Cohere's North Mini Code Runs an Open Coding Agent on One GPU
Cohere's North Mini Code is a 30B open-weight coding model under Apache 2.0 that runs on a single H100, scoring 83.2% on SWE-Bench Verified with a 256K context.
A Frontier-Class Coding Model You Can Actually Host Yourself
Every few weeks the open-weight ecosystem produces a release that quietly resets expectations, and on June 9, 2026, Cohere delivered one. North Mini Code is the company's first developer-focused model and the opening entry in a new family — and most importantly, it is small enough to run a capable software-engineering agent on a single GPU. For anyone who has watched powerful coding assistants stay locked behind metered cloud APIs, this is a genuinely encouraging shift.
North Mini Code ships under a permissive Apache 2.0 license, with weights available in both BF16 and FP8 on Hugging Face, the Cohere API, OpenRouter, and OpenCode. That licensing choice matters as much as the benchmarks: it means teams can fine-tune, self-host, and deploy the model without usage restrictions.
What's Inside the North Mini Code Architecture
Under the hood, North Mini Code is a 30-billion-parameter Mixture-of-Experts model that activates only about 3 billion parameters per token. It uses 128 experts with 8 routed per token, a design that keeps the compute footprint low while preserving the breadth of a much larger network. Purpose-built for code generation, agentic software engineering, and terminal tasks, it supports a 256K-token context window with up to 64K tokens of generation — enough headroom to reason across a sizeable codebase in a single pass.
The efficiency story is the headline for our local AI audience. Quantized to FP8, the model runs on a single NVIDIA H100, and Cohere reports up to 2.8x higher output throughput than comparable small coding models. Native tool use and interleaved reasoning are built in, so the model can plan, call tools, and refine its work the way a real engineering agent needs to.

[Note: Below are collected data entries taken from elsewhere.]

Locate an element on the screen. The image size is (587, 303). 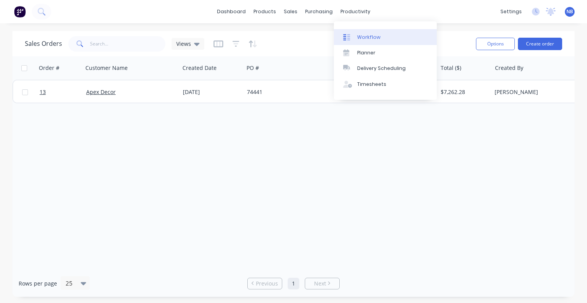
span: Previous is located at coordinates (267, 283).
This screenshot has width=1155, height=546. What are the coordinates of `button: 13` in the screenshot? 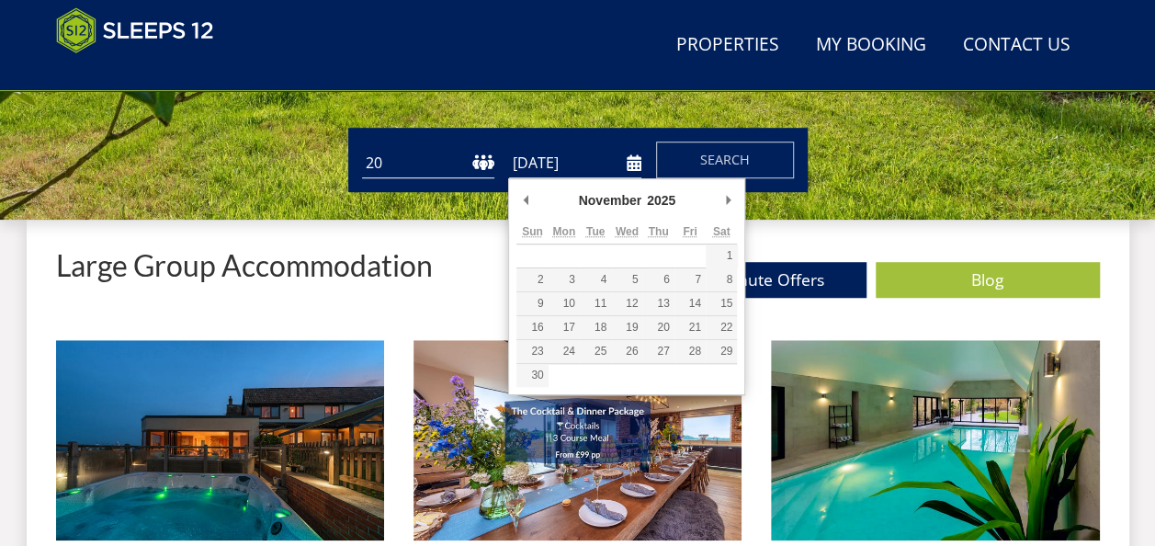 It's located at (658, 303).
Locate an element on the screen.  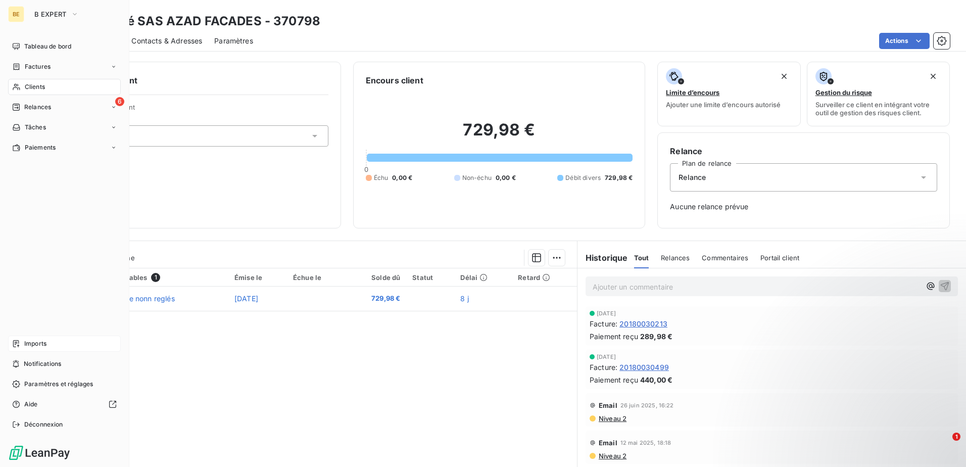
button: Limite d’encoursAjouter une limite d’encours autorisé is located at coordinates (729, 94).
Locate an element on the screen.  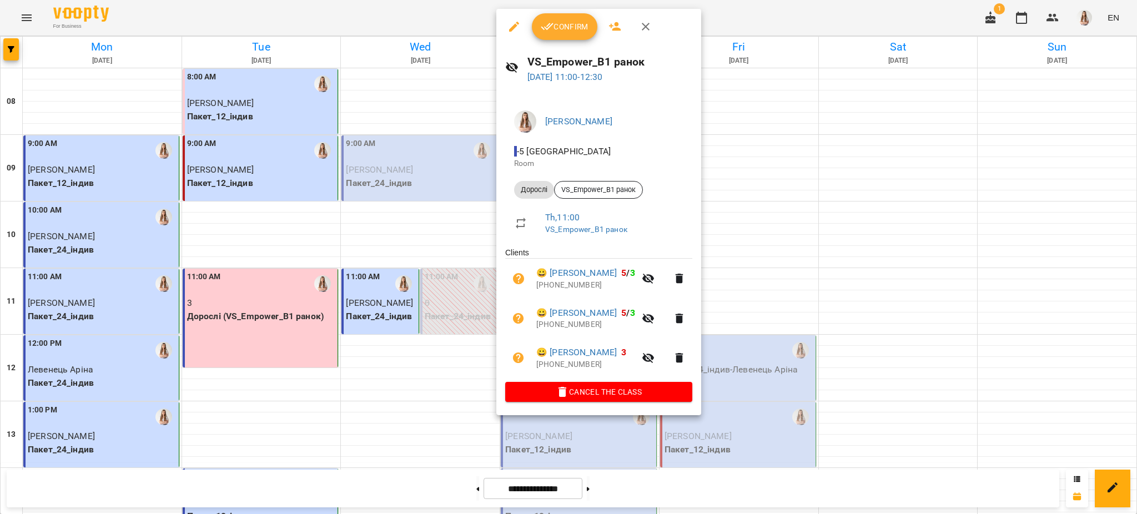
button: Cancel the class is located at coordinates (598, 392).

Benchmarks That Back Up the Pitch
Numbers ground the enthusiasm. On the independent Artificial Analysis Coding Index, North Mini Code scores 33.4. More tellingly for practitioners, it posts 83.2% pass@10 on SWE-Bench Verified — the benchmark that measures whether a model can resolve real GitHub issues — and 62.9% on Terminal-Bench v2 after a round of reinforcement learning. Those are strong results for any model, and remarkable for one this size.
What makes the benchmarks meaningful is the context in which they're achievable. A score is only useful if you can reproduce the conditions that produced it, and here you can: download the open weights, load them onto one accelerator, and run the same agentic workflows locally.
Why an Open Coding Model on a Single GPU Matters
The deeper significance is about access and sovereignty. A truly open, frontier-adjacent coding model that fits on one GPU puts capable software-engineering agents within reach of individual developers, small studios, and enterprises with strict data-residency requirements. Code never has to leave the building, latency drops, and there are no recurring per-token costs to budget around — the same self-hosting appeal that drives so much of the interest in the compact hardware we cover in our mini computers section.
It also broadens the research surface. Open weights with a permissive license invite the community to probe, adapt, and improve the model, which historically accelerates the entire field faster than any single closed release can.
What to Watch Next
The open question, as always, is how North Mini Code holds up across messy, real-world repositories beyond curated benchmarks — and the community will spend the coming weeks finding out, precisely because they can. But as a proof point that high-quality agentic coding no longer requires a data center, this release lands squarely on the right side of the trend. The future of developer tooling looks increasingly local, open, and fast.
Sources: Cohere, "Introducing North Mini Code" (June 9, 2026); MarkTechPost, "Cohere Releases North Mini Code, a 30B Open-Weight Coding Model" (June 11, 2026); VentureBeat, "Cohere open-sources a coding agent that runs on a single H100" (June 2026); Artificial Analysis Coding Index benchmark write-up (June 2026).